The spirit and key features of the sanatorium period are still strongly evident. Paimio’s significance lies in it continuing role as a hospital. The buildings and their immediate surroundings form an integral whole. The ambience and the hierarchy of spaces have been preserved despite the many changes. The relationship between buildings and landscape still endures.
Paimio Hospital represents a synthesis that is characterised by a milieu formed by buildings in harmony with nature, the functionality of a ‘medical instrument’, the innovation of both buildings and building methods, the design of details and appropriate materials, and harmony of the colours used. These properties are the foundation of the hospital’s continued use in the future.
Paimio Hospital meets many of the criteria required for a building to be inscribed on the World Heritage List. It represents a unique example of human creativity, exhibits an important interchange on development in architecture and is an outstanding example of a type of building and architectural ensemble which illustrates a significant stage in human history.

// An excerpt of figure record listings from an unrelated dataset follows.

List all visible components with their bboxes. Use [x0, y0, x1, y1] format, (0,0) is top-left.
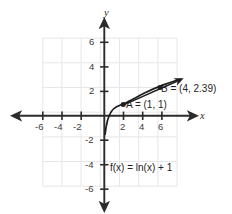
- point-a-label: A = (1, 1): [126, 100, 167, 110]
- ytick-label-neg6: -6: [85, 184, 93, 194]
- ytick-label-2: 2: [89, 86, 94, 96]
- y-axis-label: y: [104, 8, 109, 19]
- ytick-label-4: 4: [89, 62, 94, 72]
- function-label: f(x) = ln(x) + 1: [110, 163, 172, 173]
- xtick-label-neg6: -6: [35, 122, 43, 132]
- graph-figure: -6 -4 -2 2 4 6 6 4 2 -2 -4 -6 x y A = (1…: [0, 0, 232, 214]
- xtick-label-4: 4: [139, 122, 144, 132]
- xtick-label-6: 6: [158, 122, 163, 132]
- ytick-label-neg4: -4: [85, 160, 93, 170]
- point-b-label: B = (4, 2.39): [161, 84, 216, 94]
- xtick-label-2: 2: [120, 122, 125, 132]
- ytick-label-6: 6: [89, 37, 94, 47]
- x-axis-label: x: [200, 111, 205, 122]
- ytick-label-neg2: -2: [85, 135, 93, 145]
- xtick-label-neg4: -4: [54, 122, 62, 132]
- point-a-marker: [121, 102, 126, 107]
- coordinate-plane: [0, 0, 232, 214]
- xtick-label-neg2: -2: [73, 122, 81, 132]
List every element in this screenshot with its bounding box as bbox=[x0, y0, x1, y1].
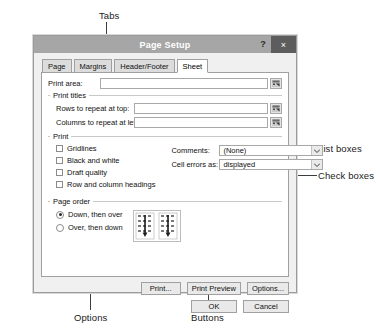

The proposal of Paimio Hospital to the World Heritage List accords with the recommendation that Finland concentrates on cultural heritage from underrepresented categories of the global strategy. One of these is e.g. the twentieth century architectural heritage. The proposal was prepared by the National Board of Antiquities. Contributing parties and experts were Turku University Hospital, Paimio Hospital, Paimio Municipality, the Alvar Aalto Foundation, and the Finnish Museum of Architecture. The earliest possible occasion for decision on Paimio Hospital nomination will be at the World Heritage Committee Session in 2007.